THE OPACITY OF THE ATMOSPHERE IN 1912.-An article in No. 63 of the Gazette astronomique directs attention to the general opacity presented by the sky on cloudless nights during the late spring, the summer, and the autumn of 1912. M. de Roy found sixth-magnitude stars invisible to the naked eye, even on moonless nights and at the zenith, while other observers in many parts of the world found a lack of transparency, noticeable in observations of the sun and stars and in the unusual paleness of the blue of the sky. A suggested explanation of the phenomenon is that volcanic eruptions, more especially the one which took place in the Alaskan peninsula and Aleutian archipelago in June, polluted the atmosphere with fine dust, and so reduced its transparency.

THE

A ZOOLOGICAL GARDEN FOR

EDINBURGH.

HE council of the Zoological Society of Scotland, in pursuance of its project of raising the necessary funds for the purchase and laying out of the estate of Corstorphine Hill House as a zoological garden and park, as announced in NATURE of January 30, has issued a prospectus giving a brief account of the development of the modern zoological garden of the type the society wishes to establish, together with some suggestions regarding the benefits of such an institution to education, science, and art, and a full description of the site selected for the purpose. The prospectus is illustrated with scenes depicting enclosures and ranges in the New York Zoological Park and in Carl Hagenbeck's menagerie at Stellingen, which, with modifications, will serve as models for the kind of accommodation it is proposed to adopt for the animals in Edinburgh. Finally, there are many beautiful views of the grounds of the abovementioned estate, which not only testify to the wisdom of the council in its choice of a situation, but suggest that, given the necessary funds for the purchase of stock and the upkeep of the collection, Scotland will be able to claim that it has at least the most picturesque zoological garden in Europe.

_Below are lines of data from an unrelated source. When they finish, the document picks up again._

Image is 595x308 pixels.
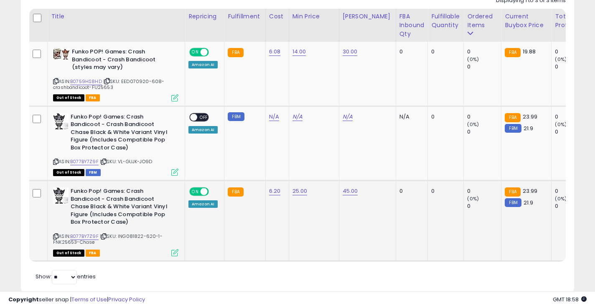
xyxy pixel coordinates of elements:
small: (0%) [467,56,479,63]
span: 2025-09-8 18:58 GMT [553,296,586,304]
small: FBM [228,112,244,121]
small: FBA [228,188,243,197]
div: 0 [431,48,457,56]
span: 21.9 [523,124,533,132]
div: 0 [555,113,588,121]
span: | SKU: VL-GUJK-JO9D [100,158,152,165]
a: N/A [292,113,302,121]
a: 30.00 [342,48,357,56]
div: 0 [467,203,501,210]
span: 23.99 [522,113,537,121]
a: Privacy Policy [108,296,145,304]
span: All listings that are currently out of stock and unavailable for purchase on Amazon [53,169,84,176]
span: 23.99 [522,187,537,195]
span: All listings that are currently out of stock and unavailable for purchase on Amazon [53,94,84,101]
div: 0 [431,188,457,195]
div: ASIN: [53,113,178,175]
a: 6.20 [269,187,281,195]
div: Amazon AI [188,126,218,134]
div: Min Price [292,12,335,21]
a: N/A [342,113,352,121]
small: (0%) [467,121,479,128]
div: 0 [555,63,588,71]
div: 0 [399,188,421,195]
img: 41wXI0iygFL._SL40_.jpg [53,188,68,204]
small: (0%) [555,121,566,128]
div: FBA inbound Qty [399,12,424,38]
span: ON [190,49,200,56]
div: 0 [467,63,501,71]
div: 0 [555,48,588,56]
img: 51vnjI8eqTL._SL40_.jpg [53,48,70,60]
strong: Copyright [8,296,39,304]
div: ASIN: [53,188,178,256]
a: 45.00 [342,187,358,195]
div: Current Buybox Price [504,12,548,30]
small: (0%) [555,195,566,202]
div: N/A [399,113,421,121]
a: B0759HS8HD [70,78,102,85]
div: 0 [399,48,421,56]
div: Ordered Items [467,12,497,30]
a: 25.00 [292,187,307,195]
small: FBM [504,124,521,133]
div: 0 [467,128,501,136]
div: ASIN: [53,48,178,101]
div: 0 [555,128,588,136]
span: | SKU: ING081822-620-1-FNK25653-Chase [53,233,162,246]
a: N/A [269,113,279,121]
small: FBA [504,48,520,57]
span: | SKU: EED070920-608-crashbandicoot-FU25653 [53,78,164,91]
a: 14.00 [292,48,306,56]
div: Title [51,12,181,21]
span: OFF [197,114,210,121]
div: Amazon AI [188,200,218,208]
span: ON [190,188,200,195]
b: Funko Pop! Games: Crash Bandicoot - Crash Bandicoot Chase Black & White Variant Vinyl Figure (Inc... [71,188,172,228]
div: 0 [555,203,588,210]
div: seller snap | | [8,296,145,304]
a: B077BY7Z9F [70,158,99,165]
span: Show: entries [35,273,96,281]
div: 0 [431,113,457,121]
div: 0 [467,188,501,195]
b: Funko POP! Games: Crash Bandicoot - Crash Bandicoot (styles may vary) [72,48,173,74]
span: All listings that are currently out of stock and unavailable for purchase on Amazon [53,250,84,257]
small: FBA [504,188,520,197]
b: Funko Pop! Games: Crash Bandicoot - Crash Bandicoot Chase Black & White Variant Vinyl Figure (Inc... [71,113,172,154]
small: FBM [504,198,521,207]
a: 6.08 [269,48,281,56]
div: Fulfillable Quantity [431,12,460,30]
div: Amazon AI [188,61,218,68]
a: B077BY7Z9F [70,233,99,240]
div: 0 [467,48,501,56]
span: FBA [86,94,100,101]
span: OFF [208,49,221,56]
div: 0 [555,188,588,195]
span: 21.9 [523,199,533,207]
small: (0%) [555,56,566,63]
span: 19.88 [522,48,536,56]
a: Terms of Use [71,296,107,304]
span: OFF [208,188,221,195]
span: FBM [86,169,101,176]
img: 41wXI0iygFL._SL40_.jpg [53,113,68,130]
div: 0 [467,113,501,121]
small: FBA [504,113,520,122]
div: Fulfillment [228,12,261,21]
div: Cost [269,12,285,21]
div: Repricing [188,12,221,21]
small: (0%) [467,195,479,202]
small: FBA [228,48,243,57]
div: Total Profit [555,12,585,30]
span: FBA [86,250,100,257]
div: [PERSON_NAME] [342,12,392,21]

The scheme for the establishment of the garden was in some danger, at the time of our recent note on the subject, owing to the approaching expiry of the society's option for the purchase of this fine site, and the doubt whether a sufficiently large amount would be subscribed within the brief period remaining. This danger has been averted by the action of the Edinburgh Town Council, which has agreed to purchase the site, of which the society will have the entire use and control in return for an annual payment of 4 per cent. on the price, the society having the right to redeem the site from the corporation within fifteen years. The society is already assured, by gift and loan, of a large and representative collection of animals, and it is the intention of the council to have a number of them installed and the garden open to the public by the beginning of July, 1913, though operations involving much disturbance of the ground will be deferred until the winter months. Funds are urgently needed, both for the future development of the garden and for the redemption of the site, and donations should be intimated to the honorary treasurer, Mr. T. B. Whitson, C.A., 21 Rutland Street, Edinburgh.

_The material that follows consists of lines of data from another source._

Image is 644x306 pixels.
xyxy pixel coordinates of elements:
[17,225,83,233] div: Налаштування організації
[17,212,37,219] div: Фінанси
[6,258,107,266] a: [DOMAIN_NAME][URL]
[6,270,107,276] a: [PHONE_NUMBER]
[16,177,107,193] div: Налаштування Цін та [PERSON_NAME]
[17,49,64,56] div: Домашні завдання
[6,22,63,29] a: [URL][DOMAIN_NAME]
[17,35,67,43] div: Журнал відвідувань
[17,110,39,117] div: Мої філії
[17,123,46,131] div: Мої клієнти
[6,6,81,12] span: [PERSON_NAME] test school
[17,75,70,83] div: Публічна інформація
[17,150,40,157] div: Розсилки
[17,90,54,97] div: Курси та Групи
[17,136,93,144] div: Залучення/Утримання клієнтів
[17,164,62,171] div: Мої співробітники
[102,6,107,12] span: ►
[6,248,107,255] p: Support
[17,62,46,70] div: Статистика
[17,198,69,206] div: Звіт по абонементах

NAVIGATION AT THE ROYAL TECHNICAL

THE

COLLEGE, GLASGOW.

HE steady diminution in the supply of officers for the mercantile marine, which has been going on for the past few years, is becoming a serious problem to shipowners. The average number of certificates as second mate granted annually by the Board of Trade has fallen from 1132 to 746, or 34 per cent., during the last fifteen years, and as a considerable wastage in the number of candidates takes place during the compulsory period of qualifying sea service between the granting of this initial certificate and that of master, it follows that there is a corresponding reduction in the number of officers qualified to fill the higher ratings on board ship.

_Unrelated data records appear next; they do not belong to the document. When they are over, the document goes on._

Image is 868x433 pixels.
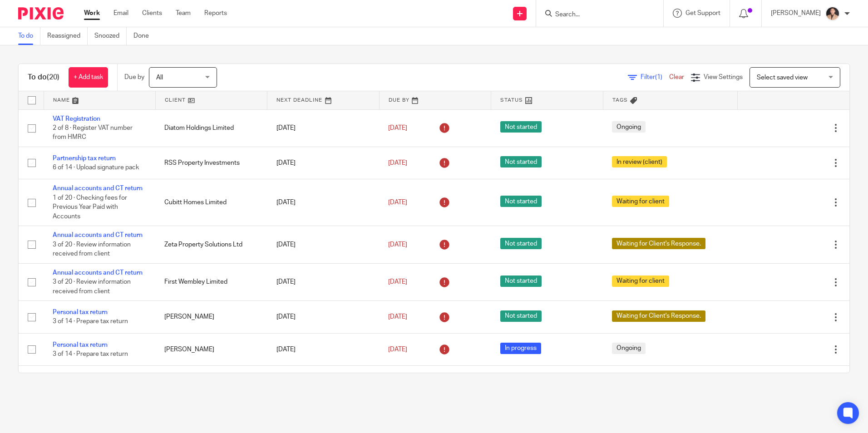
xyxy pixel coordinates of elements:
td: Diatom Holdings Limited [155,110,267,147]
a: Done [133,27,156,45]
span: [DATE] [388,314,407,320]
span: Tags [613,98,628,102]
span: Waiting for client [612,276,669,287]
a: Personal tax return [53,342,108,349]
td: [DATE] [267,226,379,263]
a: Reports [205,9,227,18]
img: Nikhil%20(2).jpg [826,7,840,21]
span: Select saved view [757,75,808,81]
td: [DATE] [267,301,379,333]
span: [DATE] [388,199,407,206]
td: [DATE] [267,263,379,300]
a: To do [18,27,40,45]
a: VAT Registration [53,116,100,122]
span: Not started [500,276,542,287]
h1: To do [28,73,59,83]
span: Waiting for client [612,196,669,207]
a: Partnership tax return [53,155,116,162]
td: [DATE] [267,366,379,398]
span: [DATE] [388,160,407,166]
a: Annual accounts and CT return [53,185,143,191]
a: Snoozed [94,27,127,45]
span: Not started [500,196,542,207]
span: 3 of 20 · Review information received from client [53,242,131,257]
span: Ongoing [612,121,646,133]
span: Waiting for Client's Response. [612,311,706,322]
a: Annual accounts and CT return [53,232,143,238]
p: [PERSON_NAME] [771,9,821,18]
td: [DATE] [267,180,379,226]
span: In progress [500,343,541,354]
td: Cubitt Homes Limited [155,180,267,226]
td: [DATE] [267,147,379,179]
a: Email [114,9,129,18]
span: Get Support [686,10,721,17]
span: Not started [500,156,542,168]
a: Clients [142,9,162,18]
span: [DATE] [388,347,407,353]
span: 3 of 14 · Prepare tax return [53,351,128,357]
td: [PERSON_NAME] [155,366,267,398]
td: [DATE] [267,110,379,147]
a: Clear [669,74,684,81]
td: [DATE] [267,333,379,366]
span: Not started [500,311,542,322]
span: 6 of 14 · Upload signature pack [53,164,139,171]
td: Zeta Property Solutions Ltd [155,226,267,263]
a: Annual accounts and CT return [53,270,143,276]
span: Filter [641,74,669,81]
span: Ongoing [612,343,646,354]
input: Search [554,11,636,19]
span: Not started [500,238,542,250]
td: [PERSON_NAME] [155,333,267,366]
span: Waiting for Client's Response. [612,238,706,250]
span: (1) [655,74,663,81]
a: Team [176,9,191,18]
p: Due by [125,73,145,82]
span: [DATE] [388,279,407,285]
img: Pixie [18,7,63,20]
a: Work [84,9,100,18]
span: [DATE] [388,125,407,131]
td: RSS Property Investments [155,147,267,179]
span: 3 of 20 · Review information received from client [53,279,131,295]
td: First Wembley Limited [155,263,267,300]
span: View Settings [704,74,743,81]
span: 2 of 8 · Register VAT number from HMRC [53,125,133,141]
span: 3 of 14 · Prepare tax return [53,319,128,325]
a: Personal tax return [53,310,108,316]
a: Reassigned [48,27,88,45]
span: (20) [47,73,59,81]
span: In review (client) [612,156,667,168]
span: Not started [500,121,542,133]
span: [DATE] [388,242,407,248]
a: + Add task [69,67,108,88]
span: All [156,75,163,81]
td: [PERSON_NAME] [155,301,267,333]
span: 1 of 20 · Checking fees for Previous Year Paid with Accounts [53,195,127,220]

The governors of the Royal Technical College, Glasgow, being impressed with the desirability of providing improved facilities for instruction in nautical subjects, established in 1910, with the financial assistance of the City Educational Endowments Board, a School of Navigation.

The instruction offered has been eagerly taken advantage of during the two years' existence of the school, but mostly by students out of their apprenticeship stage. It has, however, been felt all along that a development on the lines of practical as well as theoretical training was necessary. At present parents who send their sons into the mercantile marine deprive them of opportunities of higher education that in universities and technical colleges are offered to youths who enter other professions.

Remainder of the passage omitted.